Edward Thoma column mug

Mike Moustakas is a two-time All-Star who hit 38 home runs last season and hit free agency this winter expecting a big, long-term payday.

It didn't happen.

Logan Morrison also hit 38 homers in 2017 before entering free agency. Like Moustakas, he had to wait until training camps had opened before he found a new employer (the Twins) — and like Moustakas, he had to settle for a one-year guarantee of $6.5 million.

That's big money to you and me, and it's understandable if you're not inclined to feel sorry for Moose and LoMo. But they, and myriad others who found baseball's annual meat market frozen shut this winter, were suddenly blindsided by what appears to be a new reality for the players union: Free agency as the baseball world has known it is broken, probably beyond repair.

There are a lot of factors involved, not the least of which is that the new wave of young, highly educated front office executives understand that the old habit of giving long-term, big money contracts to veteran players is foolish. They not only understand that, they are acting on it.

Player agents suspect collusion is at work. My sense is that the market correction I've long anticipated finally arrived this offseason.

Fact: The most common age for a player's peak season is 27, and the next most common ages are the years around age 27.

Another fact: Take all the 30-year-old players in a given season, and two years later, half of them will be out of baseball. Two years after that (their age 34 season), another half will be gone, and so on — a 50 percent attrition rate every two years.

Also a fact: Most free agents, like Moustakas (29) and Morrison (30) hit free agency already past their peak ages.

What all that means is that teams investing in free agents are investing in a declining market. Yes, some older players still have their peak season ahead of them, but most don't. It's taken a long time for teams to act on that reality, but this winter they have.

This development comes immediately after the union effectively sold out its future members by agreeing to sharply restrict how much money draftees and international free agents can get. The union obviously figured that that money would instead flow to veteran, established players.

But what has happened instead is that teams have a stronger financial incentive to turn to the young, unproven players. They're even cheaper now than they were five years ago.

And suddenly the union finds itself stuck. Young players can't get paid what they're worth, and the teams have decided that, by and large, the older players aren't really worth what they were getting. And the collective bargaining agreement that set up this squeeze has four years to run.

四年的联合国doubtedly be marked by rising discontent by the players and pressure on the union leadership to reverse this trend. Four years that will almost certainly end with a significant strike/lockout.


◆ Instructions for the task
Filter these entries down to lines holding "will".

Records excerpted from a collection:
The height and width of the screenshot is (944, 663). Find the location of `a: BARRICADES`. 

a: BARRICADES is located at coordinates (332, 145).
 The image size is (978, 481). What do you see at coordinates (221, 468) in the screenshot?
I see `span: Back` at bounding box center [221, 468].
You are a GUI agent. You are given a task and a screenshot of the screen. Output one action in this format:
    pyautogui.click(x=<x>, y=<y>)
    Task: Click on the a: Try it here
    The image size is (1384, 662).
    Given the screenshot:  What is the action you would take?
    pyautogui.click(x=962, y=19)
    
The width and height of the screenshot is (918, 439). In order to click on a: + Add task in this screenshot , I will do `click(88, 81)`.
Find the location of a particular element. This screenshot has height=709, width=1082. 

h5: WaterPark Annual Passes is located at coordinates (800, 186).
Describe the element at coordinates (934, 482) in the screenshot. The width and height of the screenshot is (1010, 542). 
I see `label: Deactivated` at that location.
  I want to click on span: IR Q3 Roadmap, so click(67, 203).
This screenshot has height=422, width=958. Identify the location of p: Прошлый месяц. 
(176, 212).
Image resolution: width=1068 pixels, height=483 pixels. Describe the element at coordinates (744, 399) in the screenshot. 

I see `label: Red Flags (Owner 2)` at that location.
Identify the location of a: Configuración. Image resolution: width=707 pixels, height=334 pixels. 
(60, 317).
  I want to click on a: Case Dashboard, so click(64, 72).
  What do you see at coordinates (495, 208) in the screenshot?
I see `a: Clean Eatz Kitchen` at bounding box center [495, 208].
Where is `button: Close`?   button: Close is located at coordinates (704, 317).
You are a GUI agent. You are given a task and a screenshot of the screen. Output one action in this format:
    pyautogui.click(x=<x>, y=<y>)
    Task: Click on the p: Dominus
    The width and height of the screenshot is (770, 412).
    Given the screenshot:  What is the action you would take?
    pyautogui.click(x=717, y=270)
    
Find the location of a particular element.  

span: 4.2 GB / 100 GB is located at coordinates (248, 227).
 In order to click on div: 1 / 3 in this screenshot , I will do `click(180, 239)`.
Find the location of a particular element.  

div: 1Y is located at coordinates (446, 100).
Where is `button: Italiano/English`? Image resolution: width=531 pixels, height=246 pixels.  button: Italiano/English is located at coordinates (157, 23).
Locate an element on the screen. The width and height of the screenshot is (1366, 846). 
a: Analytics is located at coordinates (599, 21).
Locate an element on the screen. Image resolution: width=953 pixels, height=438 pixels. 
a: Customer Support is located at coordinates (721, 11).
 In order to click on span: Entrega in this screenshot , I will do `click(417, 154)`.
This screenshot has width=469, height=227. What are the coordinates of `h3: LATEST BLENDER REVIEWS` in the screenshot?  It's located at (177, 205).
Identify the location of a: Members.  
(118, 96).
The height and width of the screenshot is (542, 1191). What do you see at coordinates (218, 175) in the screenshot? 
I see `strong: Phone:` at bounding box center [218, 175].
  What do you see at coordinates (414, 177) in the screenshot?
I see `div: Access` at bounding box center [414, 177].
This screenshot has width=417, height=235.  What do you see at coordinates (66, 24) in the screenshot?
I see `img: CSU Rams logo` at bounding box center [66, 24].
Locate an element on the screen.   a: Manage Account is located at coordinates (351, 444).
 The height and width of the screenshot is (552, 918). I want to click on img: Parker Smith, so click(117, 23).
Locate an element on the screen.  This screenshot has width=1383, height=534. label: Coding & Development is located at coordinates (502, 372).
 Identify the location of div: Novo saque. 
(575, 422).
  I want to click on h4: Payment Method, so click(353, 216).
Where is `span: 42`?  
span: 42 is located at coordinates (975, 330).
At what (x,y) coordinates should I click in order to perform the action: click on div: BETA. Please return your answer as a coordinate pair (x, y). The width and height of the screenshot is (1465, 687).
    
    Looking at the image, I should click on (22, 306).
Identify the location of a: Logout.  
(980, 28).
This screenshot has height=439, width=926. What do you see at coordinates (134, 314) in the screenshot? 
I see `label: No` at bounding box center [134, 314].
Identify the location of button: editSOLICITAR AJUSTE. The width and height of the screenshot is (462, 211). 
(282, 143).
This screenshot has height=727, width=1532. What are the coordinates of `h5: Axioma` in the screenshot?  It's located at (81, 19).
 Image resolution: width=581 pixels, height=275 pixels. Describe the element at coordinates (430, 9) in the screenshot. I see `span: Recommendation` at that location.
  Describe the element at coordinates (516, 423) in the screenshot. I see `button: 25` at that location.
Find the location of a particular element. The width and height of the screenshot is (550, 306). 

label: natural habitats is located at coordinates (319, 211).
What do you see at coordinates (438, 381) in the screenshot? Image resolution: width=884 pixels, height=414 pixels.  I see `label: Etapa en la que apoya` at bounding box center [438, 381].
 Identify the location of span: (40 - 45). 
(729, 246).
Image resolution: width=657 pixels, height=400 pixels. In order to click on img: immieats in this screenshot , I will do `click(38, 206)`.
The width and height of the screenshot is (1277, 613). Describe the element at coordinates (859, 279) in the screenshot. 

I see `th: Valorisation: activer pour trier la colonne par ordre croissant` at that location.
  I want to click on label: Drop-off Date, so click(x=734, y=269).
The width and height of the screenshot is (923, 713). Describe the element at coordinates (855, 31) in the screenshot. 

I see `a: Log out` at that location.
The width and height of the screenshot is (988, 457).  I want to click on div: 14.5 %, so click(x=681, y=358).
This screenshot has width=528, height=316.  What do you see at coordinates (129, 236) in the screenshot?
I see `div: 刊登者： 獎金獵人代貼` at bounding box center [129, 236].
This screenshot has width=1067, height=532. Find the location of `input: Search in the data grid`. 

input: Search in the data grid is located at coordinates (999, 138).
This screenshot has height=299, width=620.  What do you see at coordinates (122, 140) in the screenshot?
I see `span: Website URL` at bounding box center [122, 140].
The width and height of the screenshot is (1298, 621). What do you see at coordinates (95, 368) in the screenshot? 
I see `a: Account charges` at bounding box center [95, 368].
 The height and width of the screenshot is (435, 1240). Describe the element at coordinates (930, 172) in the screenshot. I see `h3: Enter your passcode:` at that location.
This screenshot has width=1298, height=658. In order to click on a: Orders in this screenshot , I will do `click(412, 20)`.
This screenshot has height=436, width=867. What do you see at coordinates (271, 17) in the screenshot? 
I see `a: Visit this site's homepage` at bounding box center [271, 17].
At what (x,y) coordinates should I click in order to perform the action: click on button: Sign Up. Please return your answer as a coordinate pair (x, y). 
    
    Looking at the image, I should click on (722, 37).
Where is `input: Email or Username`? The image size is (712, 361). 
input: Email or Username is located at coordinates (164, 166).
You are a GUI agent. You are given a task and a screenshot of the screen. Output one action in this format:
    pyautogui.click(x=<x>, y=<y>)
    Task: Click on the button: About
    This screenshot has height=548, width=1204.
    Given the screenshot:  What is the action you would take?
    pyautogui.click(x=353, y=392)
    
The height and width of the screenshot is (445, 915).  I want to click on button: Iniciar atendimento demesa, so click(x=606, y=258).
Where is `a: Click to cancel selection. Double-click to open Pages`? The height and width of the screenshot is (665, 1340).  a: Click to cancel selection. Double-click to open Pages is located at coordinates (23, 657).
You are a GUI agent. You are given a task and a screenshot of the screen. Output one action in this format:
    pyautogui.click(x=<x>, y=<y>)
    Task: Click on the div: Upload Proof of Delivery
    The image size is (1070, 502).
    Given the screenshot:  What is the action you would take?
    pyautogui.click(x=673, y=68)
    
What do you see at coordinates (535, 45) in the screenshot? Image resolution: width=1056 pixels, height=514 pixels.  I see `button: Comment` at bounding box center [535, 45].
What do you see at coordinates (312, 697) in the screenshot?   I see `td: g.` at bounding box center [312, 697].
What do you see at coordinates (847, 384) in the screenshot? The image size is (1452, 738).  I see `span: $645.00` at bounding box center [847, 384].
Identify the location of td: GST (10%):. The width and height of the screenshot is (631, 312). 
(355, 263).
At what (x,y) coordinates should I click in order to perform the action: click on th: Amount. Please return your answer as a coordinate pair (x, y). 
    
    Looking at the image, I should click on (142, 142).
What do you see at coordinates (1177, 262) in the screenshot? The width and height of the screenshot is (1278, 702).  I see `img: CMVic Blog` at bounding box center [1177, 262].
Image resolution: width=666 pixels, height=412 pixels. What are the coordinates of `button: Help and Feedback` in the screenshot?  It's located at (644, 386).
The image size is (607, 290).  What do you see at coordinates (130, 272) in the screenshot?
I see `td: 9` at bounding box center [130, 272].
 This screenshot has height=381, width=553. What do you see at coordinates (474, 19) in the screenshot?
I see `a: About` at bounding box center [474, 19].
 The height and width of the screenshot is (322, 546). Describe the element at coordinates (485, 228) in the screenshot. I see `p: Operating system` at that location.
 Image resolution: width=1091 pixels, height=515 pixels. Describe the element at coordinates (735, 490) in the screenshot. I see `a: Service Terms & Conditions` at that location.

◆ Response box
The width and height of the screenshot is (918, 439). In order to click on a: + Add task in this screenshot , I will do `click(88, 81)`.
 In order to click on div: 1 / 3 in this screenshot , I will do `click(180, 239)`.
 In order to click on span: Entrega in this screenshot , I will do `click(417, 154)`.
Image resolution: width=657 pixels, height=400 pixels. In order to click on img: immieats in this screenshot , I will do `click(38, 206)`.
This screenshot has width=1298, height=658. In order to click on a: Orders in this screenshot , I will do `click(412, 20)`.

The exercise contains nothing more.